How does a liberal, progressive podcast compare in its treatment of Biden to Shapiro?
Let’s see:
print(psa_text.similar('biden'))
---
know talk like one people think also still want way needed look ive
directly help job need mbeki time spoke
print(ben_text.similar('biden'))
---
rights man books acted might dealt rapist platform campaign exotic
plumbers ely
A bit of word salad here, but you can definitely pick up on the difference in sentiment. If I had to guess, I would say Ben has been talking a lot about the Tara Reade allegations.

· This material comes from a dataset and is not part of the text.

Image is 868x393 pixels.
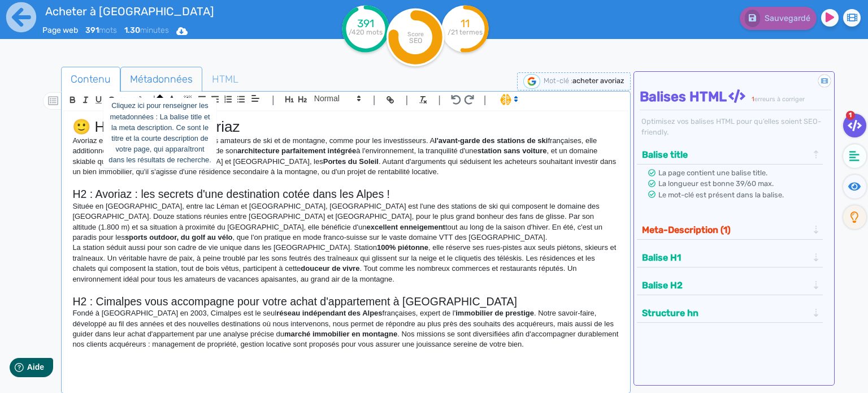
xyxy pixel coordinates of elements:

This is pretty cool, you can watch as the coronavirus news is picked up by Pod Save America. Remember, reading this left to right is reading the most recent to oldest:
I don’t want to bore people with too many of these, but it is cool to see the different insights you can draw with just these basic queries and plotting.
How much did PSA mention the top 2020 contenders for the democratic primary?
Kinda neat stuff. I didn’t feel like it was worth it to do with Ben’s show as it’s daily. We get a larger scope of time with PSA.
I have to assume that advertisers are integrating NLP into their ad recommendations/costs for ad placement on shows. If not, this is a huge missed opportunity.
Rather than relying on user inputted tags, reviews, etc. to recommend podcasts, you could transcribe them, perform text and sentiment analysis on them, and then recommend based on that data or on similarity to other transcribed podcasts.
For a fully fledged software team, I feel like this would not be super difficult. You’d have to exclude a lot more stop words than I do here and do some machine learning to identify and classify podcasts into genres, sentiments, along with user preference.
I hope people find this interesting and as a good jumping off point as to the things that can be done with basic NLP analyses. I may revisit this topic in the future with other podcasts.
In particular, I feel like Joe Rogan’s podcast would work exceptionally well with NLP. It’s structured to only have one person talking at a time, the quality is high, and there’s a lot of content to pull from.
If you have suggestions, please reach out and let me know.